This is useful:
- to force a rollback on the exit of an atomic block without having to
raise and catch an exception;
- to prevent a rollback after handling an exception manually.
A decorator is easier to apply to CBVs. Backwards compatibility isn't an
issue here, except for people running on a recent clone of master.
Fixed a few minor problems in the transactions docs while I was there.
Thanks Anssi for haggling until I implemented this.
This change alleviates the need for atomic_if_autocommit. When
autocommit is disabled for a database, atomic will simply create and
release savepoints, and not commit anything. This honors the contract of
not doing any transaction management.
This change also makes the hack to allow using atomic within the legacy
transaction management redundant.
None of the above will work with SQLite, because of a flaw in the design
of the sqlite3 library. This is a known limitation that cannot be lifted
without unacceptable side effects eg. triggering arbitrary commits.
Since "unless managed" now means "if database-level autocommit",
committing or rolling back doesn't have any effect.
Restored transactional integrity in a few places that relied on
automatically-started transactions with a transitory API.
enter_transaction_management() was nearly always followed by managed().
In three places it wasn't, but they will all be refactored eventually.
The "forced" keyword argument avoids introducing behavior changes until
then.
This is mostly backwards-compatible, except, of course, for managed
itself. There's a minor difference in _enter_transaction_management:
the top self.transaction_state now contains the new 'managed' state
rather than the previous one. Django doesn't access
self.transaction_state in _enter_transaction_management.
This monster of a patch is the result of Alex Gaynor's 2009 Google Summer of Code project.
Congratulations to Alex for a job well done.
Big thanks also go to:
* Justin Bronn for keeping GIS in line with the changes,
* Karen Tracey and Jani Tiainen for their help testing Oracle support
* Brett Hoerner, Jon Loyens, and Craig Kimmerer for their feedback.
* Malcolm Treddinick for his guidance during the GSoC submission process.
* Simon Willison for driving the original design process
* Cal Henderson for complaining about ponies he wanted.
... and everyone else too numerous to mention that helped to bring this feature into fruition.
git-svn-id: http://code.djangoproject.com/svn/django/trunk@11952 bcc190cf-cafb-0310-a4f2-bffc1f526a37
Ensure to read the documentation before blindly enabling this: requires some
code audits first, but might well be worth it for busy sites.
Thanks to nicferrier, iamseb and Richard Davies for help with this patch.
git-svn-id: http://code.djangoproject.com/svn/django/trunk@10029 bcc190cf-cafb-0310-a4f2-bffc1f526a37
code. As pointed out in the ticket, Python still lets you raise all sorts of
odd things as exceptions (e.g. strings), so even though they're bad form, we
should still handle them. We do that cleanly now. Thanks to jim-django@dsdd.org
for the patch.
git-svn-id: http://code.djangoproject.com/svn/django/trunk@8419 bcc190cf-cafb-0310-a4f2-bffc1f526a37
Fixed#7402.
Also made savepoint handling easier to use when wrapped around calls that might
commit a transaction. This is tested by the get_or_create tests.
git-svn-id: http://code.djangoproject.com/svn/django/trunk@8315 bcc190cf-cafb-0310-a4f2-bffc1f526a37
This is a no-op for most databases. Only necessary on PostgreSQL so that we can
do things which will possibly intentionally raise an IntegrityError and not
have to rollback the entire transaction. Not supported for PostgreSQL versions
prior to 8.0, so should be used sparingly in internal Django code.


* **What to do**
Scan the records below. List lines holding "name".

* **Material supplied**
================================

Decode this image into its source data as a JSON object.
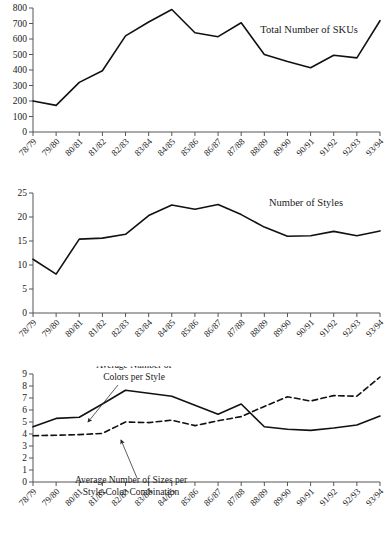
{
  "figure": {
    "title": "",
    "categories": [
      "78/79",
      "79/80",
      "80/81",
      "81/82",
      "82/83",
      "83/84",
      "84/85",
      "85/86",
      "86/87",
      "87/88",
      "88/89",
      "89/90",
      "90/91",
      "91/92",
      "92/93",
      "93/94"
    ]
  },
  "chart_data": [
    {
      "type": "line",
      "title": "Total Number of SKUs",
      "xlabel": "",
      "ylabel": "",
      "ylim": [
        0,
        800
      ],
      "yticks": [
        0,
        100,
        200,
        300,
        400,
        500,
        600,
        700,
        800
      ],
      "ytick_labels": [
        "0",
        "100",
        "200",
        "300",
        "400",
        "500",
        "600",
        "700",
        "800"
      ],
      "grid": false,
      "legend": "inline-label",
      "categories": [
        "78/79",
        "79/80",
        "80/81",
        "81/82",
        "82/83",
        "83/84",
        "84/85",
        "85/86",
        "86/87",
        "87/88",
        "88/89",
        "89/90",
        "90/91",
        "91/92",
        "92/93",
        "93/94"
      ],
      "series": [
        {
          "name": "Total Number of SKUs",
          "style": "solid",
          "values": [
            200,
            172,
            320,
            395,
            620,
            710,
            790,
            640,
            615,
            705,
            500,
            455,
            415,
            495,
            478,
            718
          ]
        }
      ],
      "annotations": [
        {
          "text": "Total Number of SKUs",
          "x_frac": 0.655,
          "y_value": 640
        }
      ]
    },
    {
      "type": "line",
      "title": "Number of Styles",
      "xlabel": "",
      "ylabel": "",
      "ylim": [
        0,
        25
      ],
      "yticks": [
        0,
        5,
        10,
        15,
        20,
        25
      ],
      "ytick_labels": [
        "0",
        "5",
        "10",
        "15",
        "20",
        "25"
      ],
      "grid": false,
      "legend": "inline-label",
      "categories": [
        "78/79",
        "79/80",
        "80/81",
        "81/82",
        "82/83",
        "83/84",
        "84/85",
        "85/86",
        "86/87",
        "87/88",
        "88/89",
        "89/90",
        "90/91",
        "91/92",
        "92/93",
        "93/94"
      ],
      "series": [
        {
          "name": "Number of Styles",
          "style": "solid",
          "values": [
            11.2,
            8.1,
            15.4,
            15.6,
            16.4,
            20.3,
            22.5,
            21.6,
            22.6,
            20.5,
            17.9,
            16.0,
            16.1,
            17.0,
            16.1,
            17.1
          ]
        }
      ],
      "annotations": [
        {
          "text": "Number of Styles",
          "x_frac": 0.68,
          "y_value": 22.3
        }
      ]
    },
    {
      "type": "line",
      "title": "",
      "xlabel": "",
      "ylabel": "",
      "ylim": [
        0,
        9
      ],
      "yticks": [
        0,
        1,
        2,
        3,
        4,
        5,
        6,
        7,
        8,
        9
      ],
      "ytick_labels": [
        "0",
        "1",
        "2",
        "3",
        "4",
        "5",
        "6",
        "7",
        "8",
        "9"
      ],
      "grid": false,
      "legend": "annotated-arrows",
      "categories": [
        "78/79",
        "79/80",
        "80/81",
        "81/82",
        "82/83",
        "83/84",
        "84/85",
        "85/86",
        "86/87",
        "87/88",
        "88/89",
        "89/90",
        "90/91",
        "91/92",
        "92/93",
        "93/94"
      ],
      "series": [
        {
          "name": "Average Number of Colors per Style",
          "style": "solid",
          "values": [
            4.6,
            5.3,
            5.4,
            6.5,
            7.65,
            7.4,
            7.15,
            6.4,
            5.65,
            6.5,
            4.6,
            4.4,
            4.3,
            4.5,
            4.75,
            5.5
          ]
        },
        {
          "name": "Average Number of Sizes per Style-Color Combination",
          "style": "dashed",
          "values": [
            3.85,
            3.9,
            3.95,
            4.05,
            5.0,
            4.95,
            5.15,
            4.7,
            5.1,
            5.45,
            6.3,
            7.1,
            6.75,
            7.2,
            7.15,
            8.75
          ]
        }
      ],
      "annotations": [
        {
          "text_lines": [
            "Average Number of",
            "Colors per Style"
          ],
          "label_x": 134,
          "label_y_top": 368,
          "arrow_from_x": 118,
          "arrow_from_y": 385,
          "arrow_to_x": 88,
          "arrow_to_y": 422
        },
        {
          "text_lines": [
            "Average Number of Sizes per",
            "Style-Color Combination"
          ],
          "label_x": 131,
          "label_y_top": 483,
          "arrow_from_x": 137,
          "arrow_from_y": 478,
          "arrow_to_x": 121,
          "arrow_to_y": 440
        }
      ]
    }
  ]
}
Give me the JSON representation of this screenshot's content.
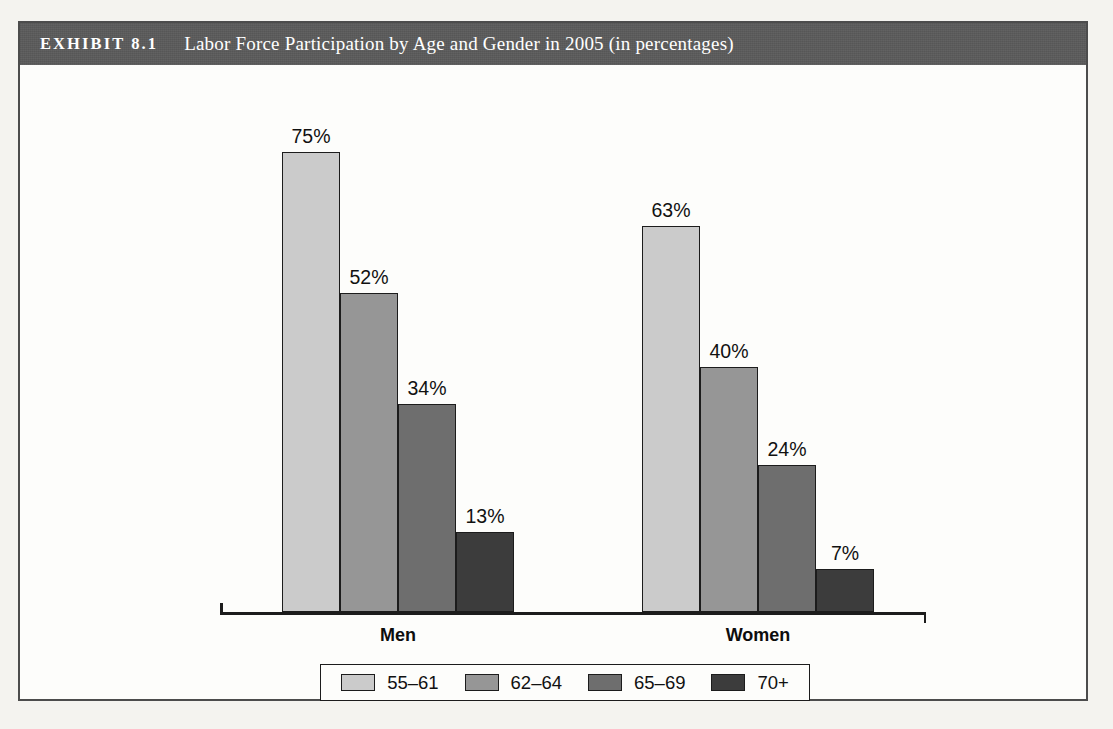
{
  "exhibit": {
    "tag": "EXHIBIT 8.1",
    "title": "Labor Force Participation by Age and Gender in 2005 (in percentages)",
    "header_bg": "#5b5b5b",
    "frame_border": "#4c4c4c",
    "page_bg": "#f4f3ef"
  },
  "chart_data": {
    "type": "bar",
    "title": "Labor Force Participation by Age and Gender in 2005 (in percentages)",
    "xlabel": "",
    "ylabel": "",
    "ylim": [
      0,
      75
    ],
    "grid": false,
    "legend_position": "bottom",
    "categories": [
      "Men",
      "Women"
    ],
    "series": [
      {
        "name": "55–61",
        "values": [
          75,
          63
        ],
        "color": "#cbcbcb",
        "labels": [
          "75%",
          "63%"
        ]
      },
      {
        "name": "62–64",
        "values": [
          52,
          40
        ],
        "color": "#969696",
        "labels": [
          "52%",
          "40%"
        ]
      },
      {
        "name": "65–69",
        "values": [
          34,
          24
        ],
        "color": "#6e6e6e",
        "labels": [
          "34%",
          "24%"
        ]
      },
      {
        "name": "70+",
        "values": [
          13,
          7
        ],
        "color": "#3c3c3c",
        "labels": [
          "13%",
          "7%"
        ]
      }
    ],
    "value_suffix": "%"
  },
  "legend": {
    "items": [
      {
        "label": "55–61",
        "color": "#cbcbcb"
      },
      {
        "label": "62–64",
        "color": "#969696"
      },
      {
        "label": "65–69",
        "color": "#6e6e6e"
      },
      {
        "label": "70+",
        "color": "#3c3c3c"
      }
    ]
  },
  "axis": {
    "men_label": "Men",
    "women_label": "Women"
  }
}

================================

* **Response to this task**
          "name": "Total Number of SKUs",
          "name": "Number of Styles",
          "name": "Average Number of Colors per Style",
          "name": "Average Number of Sizes per Style-Color Combination",
        "name": "55–61",
        "name": "62–64",
        "name": "65–69",
        "name": "70+",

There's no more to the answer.